Liver Disease Mortality Risk: What Determines Survival?
A Clinical Explainer for Patients & Families
Dr Chetan Kalal | Advanced Hepatology & Transplant Medicine
What determines mortality risk in liver disease?
Mortality risk in liver disease depends on:
MELD score
Presence of decompensation
Acute-on-chronic liver failure (ACLF)
Kidney function
Infection status
Sarcopenia (muscle loss)
Liver cancer (HCC)
Symptoms alone do not predict survival accurately.
What is the MELD score and how does it predict death risk?
MELD (Model for End-Stage Liver Disease) predicts 3-month mortality using:
Bilirubin
INR
Creatinine
Sodium (MELD-Na)
Approximate 3-Month Mortality Risk by MELD:
MELD <10 → <2%
MELD 10–19 → 6–20%
MELD 20–29 → 20–45%
MELD 30–39 → 50–75%
MELD ≥40 → >80%
MELD predicts short-term mortality — not long-term survival.
What is decompensated cirrhosis?
Decompensated cirrhosis means the liver can no longer maintain normal function.
Major events include:
Ascites (fluid in abdomen)
Variceal bleeding
Hepatic encephalopathy
Jaundice
Kidney dysfunction
After first decompensation, 5-year survival drops significantly compared to compensated cirrhosis.
What is ACLF and why is it dangerous?
Acute-on-chronic liver failure (ACLF) is sudden deterioration in a patient with chronic liver disease, often triggered by infection or alcohol.
ACLF mortality can exceed:
30–40% at 28 days (mild forms)
50–70% in multi-organ failure
Organ failure count matters more than bilirubin alone.
Does sarcopenia affect survival in cirrhosis?
Yes.
Loss of skeletal muscle mass (sarcopenia):
Increases infection risk
Increases ICU mortality
Reduces post-transplant survival
Is independent of MELD score
Frailty is a biological risk multiplier.
How does kidney function affect mortality in cirrhosis?
Kidney dysfunction significantly increases mortality.
Hepatorenal syndrome (HRS) is associated with high short-term mortality if untreated.
Creatinine is a key component of MELD because renal failure strongly predicts death risk.
Can fatty liver (MASLD) cause fatal liver disease?
Yes — when fibrosis progresses.
Simple steatosis alone has low short-term mortality.
Advanced fibrosis (F3–F4):
Increases liver-related mortality
Increases cardiovascular mortality
Increases transplant risk
Fibrosis stage determines prognosis.
When should transplant evaluation be considered?
Transplant evaluation should be considered when:
MELD ≥15
Recurrent ascites
Variceal bleeding
Recurrent encephalopathy
Rising bilirubin despite treatment
ACLF episodes
Waiting for “extreme sickness” reduces survival chances.
What are warning signs of high short-term mortality?
Urgent red flags:
Rapidly rising bilirubin
Refractory ascites
Confusion
Worsening kidney function
High lactate in ICU
Persistent infections
These indicate high 30–90 day risk.
Can mortality risk improve?
Yes — depending on cause.
Risk can improve with:
Alcohol cessation
Infection control
Optimized diuretics
TIPS in selected cases
Antiviral therapy (HBV/HCV)
Early transplant in appropriate patients
Risk is dynamic — not fixed.
Key Principle
Mortality risk in liver disease is:
• Quantifiable
• Stage-dependent
• Influenced by organ failure
• Modified by early intervention
The most dangerous approach is delay without staging.
Structured Risk Evaluation
A formal hepatology assessment typically includes:
MELD-Na calculation
Child-Pugh class
Frailty evaluation
Imaging review
Infection screening
Renal function analysis
Transplant eligibility discussion (if indicated)
Decisions should be data-driven — not symptom-driven.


Exercise details: Could you find each line of the data below that contains the word "circle" and copy those lines?

=== Section Start ===

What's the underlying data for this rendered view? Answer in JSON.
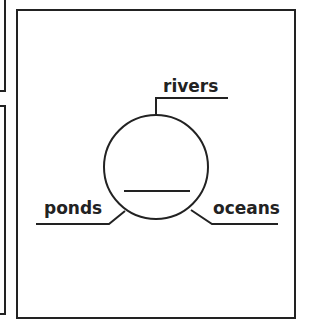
{
  "diagram": {
    "center_node": {
      "label": "",
      "shape": "circle",
      "blank_line": true
    },
    "branches": [
      {
        "label": "rivers",
        "position": "top"
      },
      {
        "label": "ponds",
        "position": "bottom-left"
      },
      {
        "label": "oceans",
        "position": "bottom-right"
      }
    ]
  },
  "colors": {
    "stroke": "#222222",
    "background": "#ffffff"
  }
}
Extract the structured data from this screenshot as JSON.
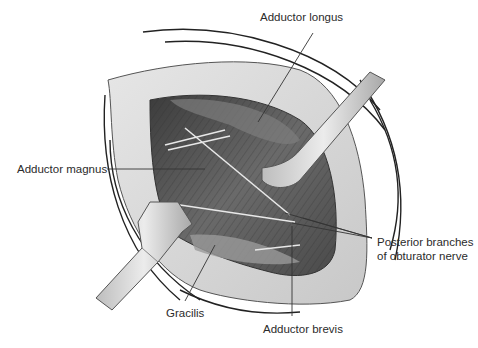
{
  "figure": {
    "labels": {
      "adductor_longus": "Adductor longus",
      "adductor_magnus": "Adductor magnus",
      "posterior_branches_line1": "Posterior branches",
      "posterior_branches_line2": "of obturator nerve",
      "gracilis": "Gracilis",
      "adductor_brevis": "Adductor brevis"
    },
    "colors": {
      "background": "#ffffff",
      "skin_edge": "#d9d9d9",
      "muscle_dark": "#4a4a4a",
      "muscle_mid": "#7a7a7a",
      "retractor": "#d0d0d0",
      "leader_line": "#333333",
      "text": "#2b2b2b"
    }
  }
}
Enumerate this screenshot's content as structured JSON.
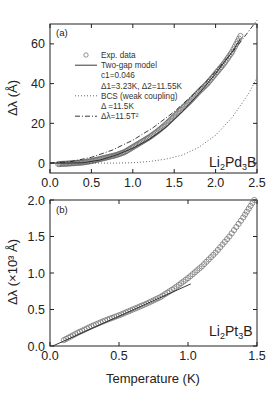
{
  "chart_data": [
    {
      "panel_label": "(a)",
      "type": "scatter",
      "title": "",
      "compound": {
        "base": "Li",
        "sub1": "2",
        "mid": "Pd",
        "sub2": "3",
        "end": "B"
      },
      "xlabel": "",
      "ylabel": "Δλ (Å)",
      "xlim": [
        0.0,
        2.5
      ],
      "ylim": [
        -5,
        70
      ],
      "xticks": [
        "0.0",
        "0.5",
        "1.0",
        "1.5",
        "2.0",
        "2.5"
      ],
      "yticks": [
        "0",
        "20",
        "40",
        "60"
      ],
      "legend": [
        {
          "symbol": "circle",
          "label": "Exp. data"
        },
        {
          "symbol": "solid",
          "label": "Two-gap model"
        },
        {
          "symbol": "none",
          "label": "c1=0.046"
        },
        {
          "symbol": "none",
          "label": "Δ1=3.23K,  Δ2=11.55K"
        },
        {
          "symbol": "dotted",
          "label": "BCS (weak coupling)"
        },
        {
          "symbol": "none",
          "label": "Δ =11.5K"
        },
        {
          "symbol": "dashdot",
          "label": "Δλ=11.5T²"
        }
      ],
      "series": [
        {
          "name": "Exp. data",
          "style": "circle",
          "x": [
            0.1,
            0.2,
            0.3,
            0.4,
            0.5,
            0.6,
            0.7,
            0.8,
            0.9,
            1.0,
            1.1,
            1.2,
            1.3,
            1.4,
            1.5,
            1.6,
            1.7,
            1.8,
            1.9,
            2.0,
            2.1,
            2.2,
            2.3
          ],
          "y": [
            -0.5,
            -0.3,
            0.0,
            0.3,
            1.0,
            2.0,
            3.0,
            4.0,
            5.5,
            8.0,
            10.5,
            13.0,
            16.0,
            19.5,
            23.5,
            27.5,
            31.5,
            36.0,
            40.0,
            45.0,
            50.0,
            56.0,
            64.0
          ]
        },
        {
          "name": "Two-gap model",
          "style": "solid",
          "x": [
            0.0,
            0.2,
            0.4,
            0.6,
            0.8,
            1.0,
            1.2,
            1.4,
            1.6,
            1.8,
            2.0,
            2.2,
            2.3
          ],
          "y": [
            0.0,
            0.0,
            0.2,
            1.5,
            4.0,
            7.5,
            12.0,
            18.0,
            26.0,
            35.0,
            45.0,
            56.0,
            62.5
          ]
        },
        {
          "name": "BCS (weak coupling)",
          "style": "dotted",
          "x": [
            0.0,
            0.8,
            1.0,
            1.2,
            1.4,
            1.6,
            1.8,
            2.0,
            2.2,
            2.4,
            2.5
          ],
          "y": [
            0.0,
            0.0,
            0.2,
            0.8,
            2.0,
            4.0,
            8.0,
            14.0,
            23.0,
            35.0,
            43.0
          ]
        },
        {
          "name": "Δλ=11.5T²",
          "style": "dashdot",
          "x": [
            0.0,
            0.25,
            0.5,
            0.75,
            1.0,
            1.25,
            1.5,
            1.75,
            2.0,
            2.25,
            2.5
          ],
          "y": [
            0.0,
            0.72,
            2.88,
            6.47,
            11.5,
            17.97,
            25.88,
            35.22,
            46.0,
            58.22,
            71.88
          ]
        }
      ]
    },
    {
      "panel_label": "(b)",
      "type": "scatter",
      "title": "",
      "compound": {
        "base": "Li",
        "sub1": "2",
        "mid": "Pt",
        "sub2": "3",
        "end": "B"
      },
      "xlabel": "Temperature (K)",
      "ylabel": "Δλ (×10³ Å)",
      "xlim": [
        0.0,
        1.5
      ],
      "ylim": [
        0.0,
        2.0
      ],
      "xticks": [
        "0.0",
        "0.5",
        "1.0",
        "1.5"
      ],
      "yticks": [
        "0.0",
        "0.5",
        "1.0",
        "1.5",
        "2.0"
      ],
      "series": [
        {
          "name": "Exp. data",
          "style": "circle",
          "x": [
            0.1,
            0.2,
            0.3,
            0.4,
            0.5,
            0.6,
            0.7,
            0.8,
            0.9,
            1.0,
            1.1,
            1.2,
            1.3,
            1.4,
            1.48
          ],
          "y": [
            0.08,
            0.18,
            0.27,
            0.35,
            0.42,
            0.5,
            0.58,
            0.67,
            0.79,
            0.93,
            1.09,
            1.28,
            1.5,
            1.76,
            2.0
          ]
        },
        {
          "name": "Linear fit",
          "style": "solid",
          "x": [
            0.02,
            1.02
          ],
          "y": [
            0.0,
            0.85
          ]
        }
      ]
    }
  ]
}
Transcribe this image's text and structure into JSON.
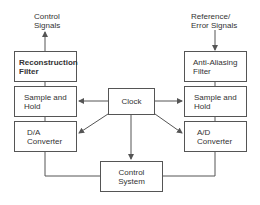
{
  "diagram": {
    "signals": {
      "output_label_line1": "Control",
      "output_label_line2": "Signals",
      "input_label_line1": "Reference/",
      "input_label_line2": "Error Signals"
    },
    "left_chain": {
      "reconstruction_filter": {
        "line1": "Reconstruction",
        "line2": "Filter"
      },
      "sample_hold": {
        "line1": "Sample and",
        "line2": "Hold"
      },
      "converter": {
        "line1": "D/A",
        "line2": "Converter"
      }
    },
    "right_chain": {
      "anti_aliasing_filter": {
        "line1": "Anti-Aliasing",
        "line2": "Filter"
      },
      "sample_hold": {
        "line1": "Sample and",
        "line2": "Hold"
      },
      "converter": {
        "line1": "A/D",
        "line2": "Converter"
      }
    },
    "clock": {
      "label": "Clock"
    },
    "control_system": {
      "line1": "Control",
      "line2": "System"
    },
    "colors": {
      "line": "#555555",
      "text": "#333333",
      "background": "#ffffff"
    }
  }
}
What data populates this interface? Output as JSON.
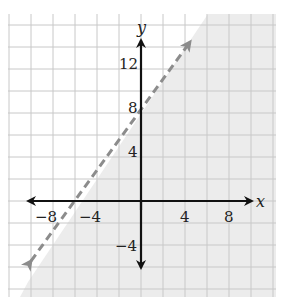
{
  "chart_data": {
    "type": "line",
    "title": "",
    "xlabel": "x",
    "ylabel": "y",
    "x_ticks": [
      -8,
      -4,
      4,
      8
    ],
    "x_tick_labels": [
      "−8",
      "−4",
      "4",
      "8"
    ],
    "y_ticks": [
      12,
      8,
      4,
      -4
    ],
    "y_tick_labels": [
      "12",
      "8",
      "4",
      "−4"
    ],
    "xlim": [
      -12,
      12
    ],
    "ylim": [
      -8.5,
      17
    ],
    "grid": true,
    "grid_step": 2,
    "series": [
      {
        "name": "boundary line y = 2x + 8",
        "style": "dashed",
        "color": "#8c8c8c",
        "x": [
          -10.3,
          4.6
        ],
        "y": [
          -5.6,
          17.2
        ],
        "arrows": "both"
      }
    ],
    "shaded_region": {
      "inequality": "y < 2x + 8",
      "side": "below-right of line",
      "color": "#ececec"
    },
    "annotations": []
  },
  "colors": {
    "grid": "#c8c8c8",
    "axis": "#111111",
    "shade": "#ececec",
    "boundary": "#8c8c8c"
  }
}
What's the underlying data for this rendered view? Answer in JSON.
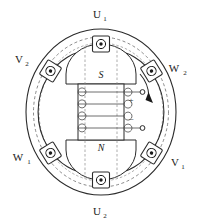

=== Section End ===

Exercise output:
      "shape": "circle",
          "symbol": "circle",
          "style": "circle",
          "style": "circle",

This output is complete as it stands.